In the course of history, Sámi have ended up in a variety of places for the sake of promoting tourism. A family from Utsjoki, Finland, even visited Dictator Franco’s palace in 1965.
The Arctic railroad has become a hot topic both in Finnish Sápmi – the Land of the Finnish Sámi – and elsewhere in Finland. Local people in the region of Inari see that the rail line will involve both threats and opportunities.
Last autumn, the Government of Finland decided to start preparing a reconciliation process dealing with Sámi issues. The process took its first steps on the 10th of February in Inari, when a seminar was held on what the reconciliation process has looked like in different parts of the world.
Once more, local people are planning to start a water bottling plant near Sulaoja Spring in Karigasniemi in the municipality of Utsjoki in Finland. Land protection authority Metsähallitus rejected the last application in May 2017.
The warm sealskin products are easy to sell in the cold conditions of the Arctic. The material would also be available in Finland, but, because of an EU ban against seal trade, only sealskin from Greenland can be traded.
The Sámi Parliament and the Parliament of Finland have started revising the Act on Sámi Parliament, after two years of waiting. “We Sámi have great expectations”, says parliament president Tiina Sanila-Aikio.
According to Veikko Kiviniemi, a professional fisherman, Lake Inari in the northernmost Finland is a good lake to fish in, as there are not so many fishing restrictions in these state-owned waters.
A few years ago, Auri Ahola left the Finnish National Ballet, moved away from Helsinki and settled in the northern Finnish town of Inari to study the local Sámi language.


_Required work_
When you copy the data, keep every word exactly as it is and leave the pictures out.

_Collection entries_
►

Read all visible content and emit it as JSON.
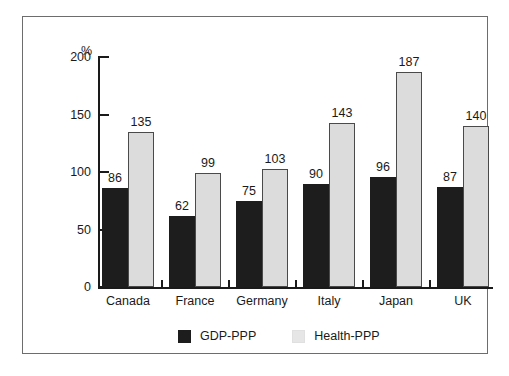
{
  "chart_data": {
    "type": "bar",
    "title": "",
    "subtitle": "",
    "xlabel": "",
    "ylabel": "%",
    "ylim": [
      0,
      200
    ],
    "yticks": [
      0,
      50,
      100,
      150,
      200
    ],
    "ytick_labels": [
      "0",
      "50",
      "100",
      "150",
      "200"
    ],
    "grid": false,
    "legend_position": "bottom-center",
    "categories": [
      "Canada",
      "France",
      "Germany",
      "Italy",
      "Japan",
      "UK"
    ],
    "series": [
      {
        "name": "GDP-PPP",
        "color": "#1d1d1d",
        "values": [
          86,
          62,
          75,
          90,
          96,
          87
        ],
        "value_labels": [
          "86",
          "62",
          "75",
          "90",
          "96",
          "87"
        ]
      },
      {
        "name": "Health-PPP",
        "color": "#dcdcdc",
        "values": [
          135,
          99,
          103,
          143,
          187,
          140
        ],
        "value_labels": [
          "135",
          "99",
          "103",
          "143",
          "187",
          "140"
        ]
      }
    ]
  },
  "axis": {
    "unit_symbol": "%"
  },
  "legend": {
    "items": [
      {
        "label": "GDP-PPP",
        "swatch": "gdp"
      },
      {
        "label": "Health-PPP",
        "swatch": "health"
      }
    ]
  }
}
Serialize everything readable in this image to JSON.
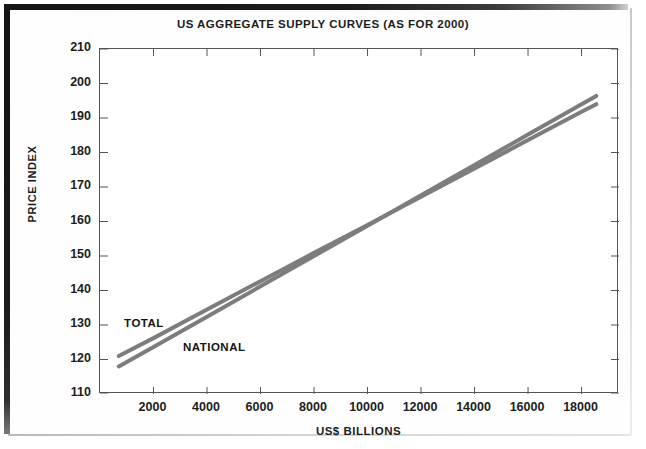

◄

_Task result_
Read all visible content and emit it as JSON.
{
  "chart_data": {
    "type": "bar",
    "title": "",
    "subtitle": "",
    "xlabel": "",
    "ylabel": "%",
    "ylim": [
      0,
      200
    ],
    "yticks": [
      0,
      50,
      100,
      150,
      200
    ],
    "ytick_labels": [
      "0",
      "50",
      "100",
      "150",
      "200"
    ],
    "grid": false,
    "legend_position": "bottom-center",
    "categories": [
      "Canada",
      "France",
      "Germany",
      "Italy",
      "Japan",
      "UK"
    ],
    "series": [
      {
        "name": "GDP-PPP",
        "color": "#1d1d1d",
        "values": [
          86,
          62,
          75,
          90,
          96,
          87
        ],
        "value_labels": [
          "86",
          "62",
          "75",
          "90",
          "96",
          "87"
        ]
      },
      {
        "name": "Health-PPP",
        "color": "#dcdcdc",
        "values": [
          135,
          99,
          103,
          143,
          187,
          140
        ],
        "value_labels": [
          "135",
          "99",
          "103",
          "143",
          "187",
          "140"
        ]
      }
    ]
  },
  "axis": {
    "unit_symbol": "%"
  },
  "legend": {
    "items": [
      {
        "label": "GDP-PPP",
        "swatch": "gdp"
      },
      {
        "label": "Health-PPP",
        "swatch": "health"
      }
    ]
  }
}
Serialize everything readable in this image to JSON.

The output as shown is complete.